Saturday, February 07, 2009

The Saltcedar Song

1. THE SECRET LIFE OF SALTCEDAR SAM

Saltcedar Sam doesn’t usually say too much. It ain’t his style. But sometimes he gets real drunk and then he’s got no choice. One night Sam and I were getting drunk together at St. Elmo’s Bar in Bisbee, Arizona when those words of his started slipping out, one after the other, like they were finally sneaking out of prison after a long sentence.

Seems he went out one evening at twilight to find the saltcedar trees SINGING to themselves.

“Wow, Sam, very strange, Sam, I mean, whattaya mean?” Or something like that — I was heavy with Coors myself at that point and couldn’t hardly understand nothing except that there were some mighty strange vibrations from the barperson sitting cattycorner over there behind the vermouth bottles, doing her knitting, pretending not to listen.

Sam wiped a fleck of foam off his week-old whiskers. “Yeah, in HARMONY, you know? The big one over here, the little one over there, and a whole damn chorus in the background, just singin’ their hearts out!”

The barperson fidgeted slightly.

I ordered another beer and excused myself. “I’ll be back in a minute, Sam.”

Sam just sat there.

When I returned to my barstool, Sam was still there, staring at the ashtray, but the barperson was gone. I had completely forgotten about the saltcedar song.

The next morning I could have kicked myself in the seat of my pants for not asking more questions. What a missed opportunity! I mean, at the very least I could have asked him if the lyrics were any good.



2. CREOSOTE AND FRIENDS

The hills and mesas around Dos Garcias, New Mexico are covered with olive-drab creosote bushes. They stand about 4 feet tall and are uniformly-spaced about 10 feet apart. They don’t so much sing as hum. This humming keeps other plants away, including other creosote bushes, which is why they’re spaced uniformly about 10 feet apart. (Actually, the bushes aren’t spaced all that evenly. This is because there are beat frequencies in the humming vibration, and other plants can grow in the nodes where the frequencies cancel each other out.)

Creosote forms a counterpoint to the mesquite, which prefers moister ground and gives a shrill shriek during blooming season, much like the sound of a frightened honeybee caught between a window and a screen. But usually the mesquite stays pretty quiet.

The grand old cottonwoods along the river, some of which stand 100 feet high, sing with deep bass notes, like pipe organs. Most of the cottonwoods are sapped by yellow-green clots of mistletoe. Many an ancient tree is so strangled by this parasite that it simply gives up and dies. So does its mantle of mistletoe, but no matter — that’s what seeds are for. The mistletoe doesn’t really sing. Instead, it sort of clatters like gray bones rubbing together.

You can stand on Garcias Peak and insert yourself into simultaneous time and see forests of cottonwood dying to mistletoe and springing up again and great tides of saltcedar surging up from the Gulf of Mexico and clumps of tarbush marching across the hills, always in the direction of the prevailing winds. The Juniper Belt oscillates up and down the north slopes in time to the Ice Ages. And always the grass, the ever-present grass, rippling like it’s on fire in a high wind.



3. A FURTHER EXPLANATION

Saltcedar trees sing softly to Cygnus, home to Milky Way star clouds which are 10,000 light years away and beckon us on, gravitationally speaking.

The trees start singing as soon as Cygnus clears the eastern horizon, and their chorus slowly swells until Cygnus tops the sky overhead. Then their song starts to fade. By the time Cygnus finally sets, everything’s quiet except for the gurgling of the river as it eddies around the snags, and the occasional short strangled screams of rabbits being picked to pieces by Great Horned Owls.

The coyote willows, on the other hand, sing only on the night of summer solstice, when they bend their tops together and howl quietly to each other.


What to work on: Give the records below again, word for word. No pictures belong in the copy.
################
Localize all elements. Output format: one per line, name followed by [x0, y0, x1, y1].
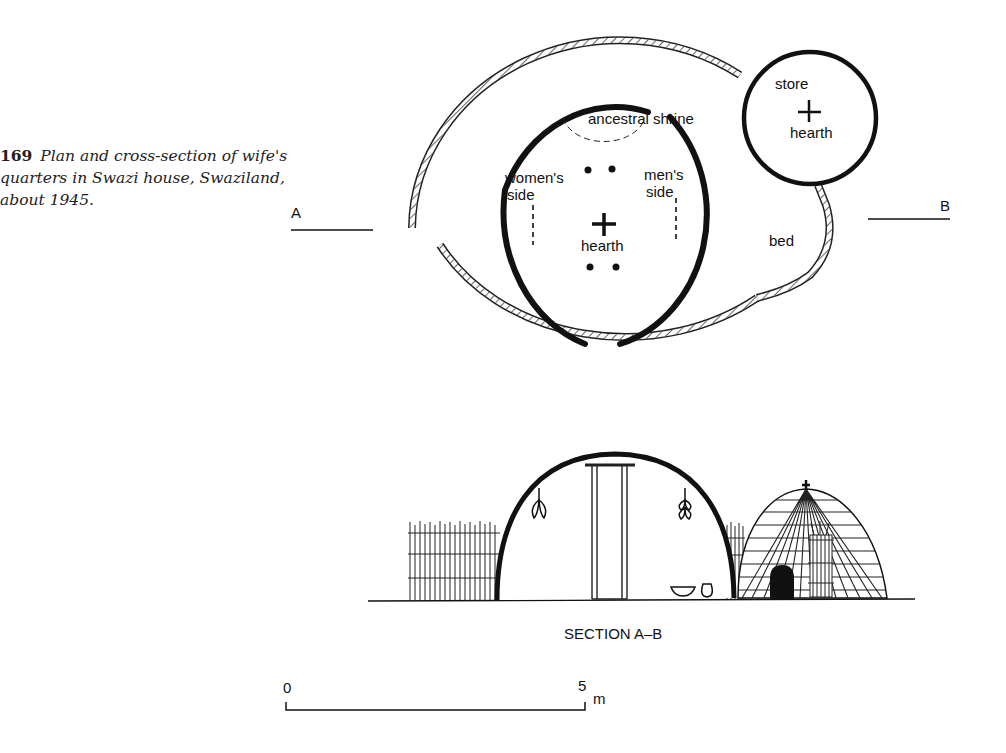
- label-womens-side-1: women's: [504, 169, 564, 186]
- label-mens-side-2: side: [646, 183, 674, 200]
- scale-bar: 0 5 m: [283, 677, 606, 710]
- main-hut-dome: [497, 454, 734, 600]
- label-store: store: [775, 75, 808, 92]
- scale-unit-label: m: [593, 690, 606, 707]
- cross-section: SECTION A–B: [368, 454, 915, 642]
- diagram-canvas: ancestral shrine women's side men's side…: [0, 0, 1006, 753]
- section-marker-b: B: [868, 197, 950, 219]
- section-marker-a: A: [291, 204, 373, 230]
- scale-start-label: 0: [283, 679, 291, 696]
- label-mens-side-1: men's: [644, 166, 684, 183]
- store-door: [770, 565, 794, 599]
- label-ancestral-shrine: ancestral shrine: [588, 110, 694, 127]
- label-bed: bed: [769, 232, 794, 249]
- svg-text:B: B: [940, 197, 950, 214]
- label-store-hearth: hearth: [790, 124, 833, 141]
- label-hearth: hearth: [581, 237, 624, 254]
- reed-fence-left: [408, 521, 500, 601]
- section-title: SECTION A–B: [564, 625, 662, 642]
- svg-text:A: A: [291, 204, 301, 221]
- roof-posts: [585, 166, 620, 271]
- scale-end-label: 5: [578, 677, 586, 694]
- label-womens-side-2: side: [507, 186, 535, 203]
- hearth-cross-icon: [592, 213, 616, 236]
- floor-plan: ancestral shrine women's side men's side…: [291, 40, 950, 344]
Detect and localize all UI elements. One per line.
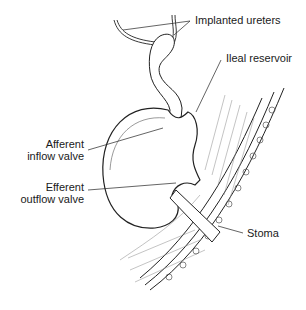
label-implanted-ureters: Implanted ureters — [195, 14, 281, 26]
label-ileal-reservoir: Ileal reservoir — [226, 52, 292, 64]
label-afferent-inflow-valve: Afferent inflow valve — [14, 138, 84, 162]
label-stoma: Stoma — [247, 227, 279, 239]
label-efferent-outflow-valve: Efferent outflow valve — [14, 181, 84, 205]
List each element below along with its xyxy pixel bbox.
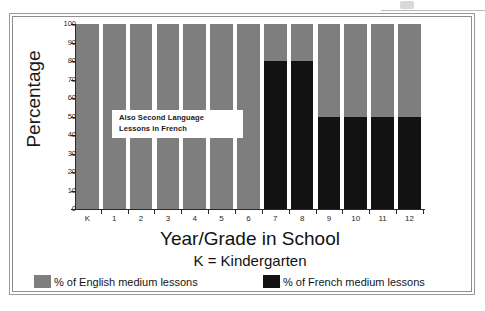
chart-screenshot: Percentage 0102030405060708090100 K12345… [0,0,485,311]
x-axis-tick [128,209,129,214]
x-axis-tick [208,209,209,214]
x-axis-tick-label: 12 [398,214,421,223]
y-axis-tick-label: 100 [48,20,76,28]
y-axis-tick-label-text: 10 [54,187,76,195]
x-axis-tick-label: 2 [130,214,153,223]
y-axis-tick-label: 30 [48,150,76,158]
bar-column[interactable] [398,24,421,209]
bar-segment-french[interactable] [264,61,287,209]
bar-segment-french[interactable] [291,61,314,209]
y-axis-tick-label: 90 [48,39,76,47]
bar-segment-french[interactable] [371,117,394,210]
bar-segment-french[interactable] [318,117,341,210]
legend-swatch-english-icon [34,275,51,288]
y-axis-tick-label-text: 0 [54,205,76,213]
y-axis-tick-label-text: 70 [54,76,76,84]
y-axis-tick-label: 50 [48,113,76,121]
bar-segment-english[interactable] [264,24,287,61]
annotation-line-2: Lessons in French [119,124,237,135]
bar-column[interactable] [318,24,341,209]
y-axis-title: Percentage [23,19,45,179]
x-axis-tick [369,209,370,214]
x-axis-tick [154,209,155,214]
x-axis-tick [262,209,263,214]
bar-segment-english[interactable] [291,24,314,61]
y-axis-tick-label-text: 40 [54,131,76,139]
x-axis-tick-label: 6 [237,214,260,223]
y-axis-tick-label: 10 [48,187,76,195]
y-axis-tick-label-text: 90 [54,39,76,47]
x-axis-tick [289,209,290,214]
bar-segment-english[interactable] [398,24,421,117]
bar-segment-french[interactable] [344,117,367,210]
y-axis-tick-label: 0 [48,205,76,213]
y-axis-tick-label-text: 50 [54,113,76,121]
y-axis-tick-label-text: 30 [54,150,76,158]
bar-segment-english[interactable] [344,24,367,117]
bar-segment-english[interactable] [318,24,341,117]
annotation-line-1: Also Second Language [119,113,237,124]
x-axis-tick-label: 9 [318,214,341,223]
x-axis-tick-label: 1 [103,214,126,223]
y-axis-tick-label-text: 100 [54,20,76,28]
y-axis-tick-label: 60 [48,94,76,102]
legend-swatch-french-icon [263,275,280,288]
bar-column[interactable] [76,24,99,209]
x-axis-tick-label: 11 [371,214,394,223]
y-axis-tick-label-text: 80 [54,57,76,65]
x-axis-title: Year/Grade in School [75,228,425,250]
x-axis-subtitle: K = Kindergarten [75,252,425,269]
bar-column[interactable] [291,24,314,209]
bar-segment-english[interactable] [76,24,99,209]
chart-legend: % of English medium lessons % of French … [26,275,460,293]
x-axis-tick-label: 7 [264,214,287,223]
plot-area: Percentage 0102030405060708090100 K12345… [0,0,485,311]
x-axis-tick [235,209,236,214]
x-axis-tick [396,209,397,214]
legend-item-english: % of English medium lessons [34,275,198,288]
y-axis-tick-label: 70 [48,76,76,84]
bar-column[interactable] [344,24,367,209]
y-axis-tick-label-text: 60 [54,94,76,102]
legend-label-english: % of English medium lessons [54,276,198,288]
legend-item-french: % of French medium lessons [263,275,425,288]
bar-segment-french[interactable] [398,117,421,210]
x-axis-tick [316,209,317,214]
x-axis-tick-label: 8 [291,214,314,223]
x-axis-tick [101,209,102,214]
x-axis-tick-label: 4 [183,214,206,223]
x-axis-tick-label: 3 [157,214,180,223]
second-language-annotation: Also Second Language Lessons in French [112,110,243,138]
y-axis-tick-label: 80 [48,57,76,65]
bar-segment-english[interactable] [371,24,394,117]
bar-column[interactable] [264,24,287,209]
x-axis-tick-label: 10 [344,214,367,223]
y-axis-tick-label: 40 [48,131,76,139]
x-axis-tick-label: K [76,214,99,223]
y-axis-tick-label-text: 20 [54,168,76,176]
bar-column[interactable] [371,24,394,209]
x-axis-tick [342,209,343,214]
x-axis-tick-label: 5 [210,214,233,223]
legend-label-french: % of French medium lessons [283,276,425,288]
x-axis-tick [423,209,424,214]
x-axis-tick [181,209,182,214]
y-axis-tick-label: 20 [48,168,76,176]
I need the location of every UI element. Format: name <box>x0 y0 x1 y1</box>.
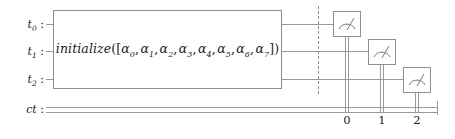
meter-icon <box>404 68 430 92</box>
bit-label-2: 2 <box>407 113 427 127</box>
classical-register-endcap <box>437 101 438 115</box>
measure-t0-gate[interactable] <box>333 11 361 37</box>
wire-label-t1: t1 : <box>10 45 44 60</box>
bit-label-0: 0 <box>337 113 357 127</box>
classical-tick-bit-2 <box>415 103 419 112</box>
wire-label-t0: t0 : <box>10 18 44 33</box>
wire-segment-t0-right <box>282 24 334 25</box>
wire-label-ct: ct : <box>10 103 44 116</box>
classical-tick-bit-0 <box>345 103 349 112</box>
measure-t2-gate[interactable] <box>403 67 431 93</box>
bit-label-1: 1 <box>372 113 392 127</box>
initialize-gate[interactable]: initialize([α0, α1, α2, α3, α4, α5, α6, … <box>53 10 282 89</box>
wire-label-t2: t2 : <box>10 73 44 88</box>
barrier-icon <box>318 6 319 94</box>
classical-tick-bit-1 <box>380 103 384 112</box>
initialize-gate-label: initialize([α0, α1, α2, α3, α4, α5, α6, … <box>54 41 281 59</box>
wire-segment-t2-right <box>282 79 404 80</box>
quantum-circuit-diagram: t0 : t1 : t2 : ct : initialize([α0, α1, … <box>0 0 455 139</box>
meter-icon <box>369 40 395 64</box>
measure-t1-gate[interactable] <box>368 39 396 65</box>
classical-drop-bit-0 <box>345 37 349 109</box>
meter-icon <box>334 12 360 36</box>
wire-segment-t1-right <box>282 51 369 52</box>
################
Task answer:
Localize all elements. Output format: one per line, name followed by [x0, y0, x1, y1].
- label-womens-side-1: women's: [504, 169, 564, 186]
- label-mens-side-2: side: [646, 183, 674, 200]
- scale-bar: 0 5 m: [283, 677, 606, 710]
- main-hut-dome: [497, 454, 734, 600]
- label-store: store: [775, 75, 808, 92]
- scale-unit-label: m: [593, 690, 606, 707]
- cross-section: SECTION A–B: [368, 454, 915, 642]
- diagram-canvas: ancestral shrine women's side men's side…: [0, 0, 1006, 753]
- section-marker-b: B: [868, 197, 950, 219]
- section-marker-a: A: [291, 204, 373, 230]
- scale-start-label: 0: [283, 679, 291, 696]
- label-mens-side-1: men's: [644, 166, 684, 183]
- store-door: [770, 565, 794, 599]
- label-ancestral-shrine: ancestral shrine: [588, 110, 694, 127]
- label-bed: bed: [769, 232, 794, 249]
- svg-text:B: B: [940, 197, 950, 214]
- label-store-hearth: hearth: [790, 124, 833, 141]
- label-hearth: hearth: [581, 237, 624, 254]
- reed-fence-left: [408, 521, 500, 601]
- section-title: SECTION A–B: [564, 625, 662, 642]
- svg-text:A: A: [291, 204, 301, 221]
- roof-posts: [585, 166, 620, 271]
- scale-end-label: 5: [578, 677, 586, 694]
- label-womens-side-2: side: [507, 186, 535, 203]
- hearth-cross-icon: [592, 213, 616, 236]
- floor-plan: ancestral shrine women's side men's side…: [291, 40, 950, 344]
Detect and localize all UI elements. One per line.
label-implanted-ureters: Implanted ureters — [195, 14, 281, 26]
label-ileal-reservoir: Ileal reservoir — [226, 52, 292, 64]
label-afferent-inflow-valve: Afferent inflow valve — [14, 138, 84, 162]
label-stoma: Stoma — [247, 227, 279, 239]
label-efferent-outflow-valve: Efferent outflow valve — [14, 181, 84, 205]
List each element below along with its xyxy pixel bbox.
chart-screenshot: Percentage 0102030405060708090100 K12345… [0,0,485,311]
x-axis-tick [128,209,129,214]
x-axis-tick [208,209,209,214]
x-axis-tick-label: 12 [398,214,421,223]
y-axis-tick-label: 100 [48,20,76,28]
y-axis-tick-label-text: 10 [54,187,76,195]
x-axis-tick-label: 2 [130,214,153,223]
y-axis-tick-label: 30 [48,150,76,158]
bar-column[interactable] [398,24,421,209]
bar-segment-french[interactable] [264,61,287,209]
bar-segment-french[interactable] [291,61,314,209]
y-axis-tick-label: 90 [48,39,76,47]
bar-segment-french[interactable] [371,117,394,210]
bar-segment-french[interactable] [318,117,341,210]
legend-swatch-english-icon [34,275,51,288]
y-axis-tick-label-text: 0 [54,205,76,213]
y-axis-tick-label-text: 70 [54,76,76,84]
y-axis-tick-label: 50 [48,113,76,121]
bar-segment-english[interactable] [264,24,287,61]
annotation-line-2: Lessons in French [119,124,237,135]
bar-column[interactable] [318,24,341,209]
y-axis-title: Percentage [23,19,45,179]
x-axis-tick [369,209,370,214]
x-axis-tick [154,209,155,214]
x-axis-tick [262,209,263,214]
bar-segment-english[interactable] [291,24,314,61]
y-axis-tick-label-text: 40 [54,131,76,139]
x-axis-tick-label: 6 [237,214,260,223]
y-axis-tick-label: 10 [48,187,76,195]
y-axis-tick-label-text: 90 [54,39,76,47]
x-axis-tick [289,209,290,214]
bar-segment-english[interactable] [398,24,421,117]
bar-segment-french[interactable] [344,117,367,210]
y-axis-tick-label: 0 [48,205,76,213]
y-axis-tick-label-text: 50 [54,113,76,121]
y-axis-tick-label-text: 30 [54,150,76,158]
bar-segment-english[interactable] [344,24,367,117]
bar-segment-english[interactable] [318,24,341,117]
annotation-line-1: Also Second Language [119,113,237,124]
x-axis-tick-label: 9 [318,214,341,223]
x-axis-tick-label: 1 [103,214,126,223]
y-axis-tick-label-text: 100 [54,20,76,28]
y-axis-tick-label: 60 [48,94,76,102]
legend-swatch-french-icon [263,275,280,288]
bar-column[interactable] [76,24,99,209]
x-axis-tick-label: 11 [371,214,394,223]
y-axis-tick-label-text: 80 [54,57,76,65]
x-axis-title: Year/Grade in School [75,228,425,250]
x-axis-subtitle: K = Kindergarten [75,252,425,269]
bar-column[interactable] [291,24,314,209]
bar-segment-english[interactable] [76,24,99,209]
chart-legend: % of English medium lessons % of French … [26,275,460,293]
x-axis-tick-label: 7 [264,214,287,223]
plot-area: Percentage 0102030405060708090100 K12345… [0,0,485,311]
x-axis-tick [235,209,236,214]
x-axis-tick [396,209,397,214]
legend-item-english: % of English medium lessons [34,275,198,288]
y-axis-tick-label: 70 [48,76,76,84]
bar-column[interactable] [344,24,367,209]
y-axis-tick-label-text: 60 [54,94,76,102]
legend-label-english: % of English medium lessons [54,276,198,288]
legend-item-french: % of French medium lessons [263,275,425,288]
bar-segment-french[interactable] [398,117,421,210]
x-axis-tick [316,209,317,214]
x-axis-tick-label: 8 [291,214,314,223]
x-axis-tick [101,209,102,214]
x-axis-tick-label: 4 [183,214,206,223]
x-axis-tick-label: 3 [157,214,180,223]
second-language-annotation: Also Second Language Lessons in French [112,110,243,138]
y-axis-tick-label: 80 [48,57,76,65]
bar-segment-english[interactable] [371,24,394,117]
bar-column[interactable] [264,24,287,209]
x-axis-tick-label: 10 [344,214,367,223]
y-axis-tick-label: 40 [48,131,76,139]
x-axis-tick-label: K [76,214,99,223]
y-axis-tick-label-text: 20 [54,168,76,176]
bar-column[interactable] [371,24,394,209]
x-axis-tick [342,209,343,214]
x-axis-tick-label: 5 [210,214,233,223]
legend-label-french: % of French medium lessons [283,276,425,288]
x-axis-tick [423,209,424,214]
x-axis-tick [181,209,182,214]
y-axis-tick-label: 20 [48,168,76,176]
I need the location of every UI element. Format: name <box>x0 y0 x1 y1</box>.
meter-icon <box>404 68 430 92</box>
bit-label-2: 2 <box>407 113 427 127</box>
classical-register-endcap <box>437 101 438 115</box>
measure-t0-gate[interactable] <box>333 11 361 37</box>
wire-label-t1: t1 : <box>10 45 44 60</box>
bit-label-0: 0 <box>337 113 357 127</box>
classical-tick-bit-2 <box>415 103 419 112</box>
wire-label-t0: t0 : <box>10 18 44 33</box>
wire-segment-t0-right <box>282 24 334 25</box>
wire-label-ct: ct : <box>10 103 44 116</box>
classical-tick-bit-0 <box>345 103 349 112</box>
measure-t2-gate[interactable] <box>403 67 431 93</box>
bit-label-1: 1 <box>372 113 392 127</box>
initialize-gate[interactable]: initialize([α0, α1, α2, α3, α4, α5, α6, … <box>53 10 282 89</box>
wire-label-t2: t2 : <box>10 73 44 88</box>
barrier-icon <box>318 6 319 94</box>
classical-tick-bit-1 <box>380 103 384 112</box>
initialize-gate-label: initialize([α0, α1, α2, α3, α4, α5, α6, … <box>54 41 281 59</box>
wire-segment-t2-right <box>282 79 404 80</box>
quantum-circuit-diagram: t0 : t1 : t2 : ct : initialize([α0, α1, … <box>0 0 455 139</box>
meter-icon <box>369 40 395 64</box>
measure-t1-gate[interactable] <box>368 39 396 65</box>
classical-drop-bit-0 <box>345 37 349 109</box>
meter-icon <box>334 12 360 36</box>
wire-segment-t1-right <box>282 51 369 52</box>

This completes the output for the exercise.